CMN457: Introduction to Interpersonal Communication

Spring 2003, Professor John Shotter


REVISION HINTS FOR FIRST EXAM

[The exam will cover material from: Introduction to the course (in course outline); #1 Shotter; #2 Mills: #3 Scott & Lyman; #4 Garfinkel Ch.2; #5 Garfinkel Ch.3; #6 Goffman]

 

            Aim of the course: to notice thousand and one small details of IPC.

            Why?

            What are the two main (relational) characteristics of our talk?

            What are the two assumptions about talk that we shall relegate to second place in our ideas about its nature?

            Why study IPC, when we already know how to do it?

            Why is the 'inter' aspect of interpersonal communication so important for us?

            What is special about conversational realities?

            What do we create in our everyday conversation?

            Where do we find the ‘tools’ for our understanding of IPC?

            Do we easily understand each other?

            How do we achieve common understandings?

            What is special about “joint action”?

            What is special about “the interactive moment”?

            What is special about being in love? – think of all the relevant points.

            What begins to happen when love ‘breaks down’?

            What is special about Mills’s (1940) approach to motive-talk?

            Why are “vocabularies of motive” situated?

            Where can we find the ultimate basis for making sense of ways of acting in our culture?

            How do parents bring their children up to be oriented toward the same motives as everyone else in their culture?

            When must we give an account of our actions?

            What do accounts do?

            Background expectations and anticipations.

            What is the difference between a justification and an excuse?

            Strategies for avoiding an account.

            Why is the negotiation of identities an issue here?

            Different speech communities.

            What is ethno-method-ology?

            Note the fluid, unsystematic nature of everyday conversation.

            Is it different from scientific talk?

            What are the five major findings from the Dana conversation?

            Are meanings ‘in’ words, or are words simply used in the making of meanings?

            What is the nature of “the matter talked about”?

            Is there a morality in everyday conversational exchanges? What is it?

            Background of “seen but unnoticed” features.

            Persons “require these properties as conditions under which they are entitled to conduct their affairs withour interference.” What properties?

            What happens when persons “breach” normal expectations in conversational exchanges?

            Why is common sense, i.e., shared, knowledge of social structures important in our everyday understanding of each other’s talk?

            How did Garfinkel catch “fact production in flight,” so to speak?

            What are the two main features of “the documentary method of interpretation”?

            Study all nine findings of the “pseudo counseling” experiment.

            Note at least one important conclusion from this ‘experiment’.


▶ [Task objective]
Once more, print the records exactly as given.

▶ [Collected data entries]

========================================================================

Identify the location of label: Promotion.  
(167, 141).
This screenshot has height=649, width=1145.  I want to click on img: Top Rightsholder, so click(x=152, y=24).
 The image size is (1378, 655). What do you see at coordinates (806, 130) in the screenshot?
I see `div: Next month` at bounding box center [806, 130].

========================================================================

▶ [Result]
Identify the location of label: Promotion.  
(167, 141).
This screenshot has height=649, width=1145.  I want to click on img: Top Rightsholder, so click(x=152, y=24).
 The image size is (1378, 655). What do you see at coordinates (806, 130) in the screenshot?
I see `div: Next month` at bounding box center [806, 130].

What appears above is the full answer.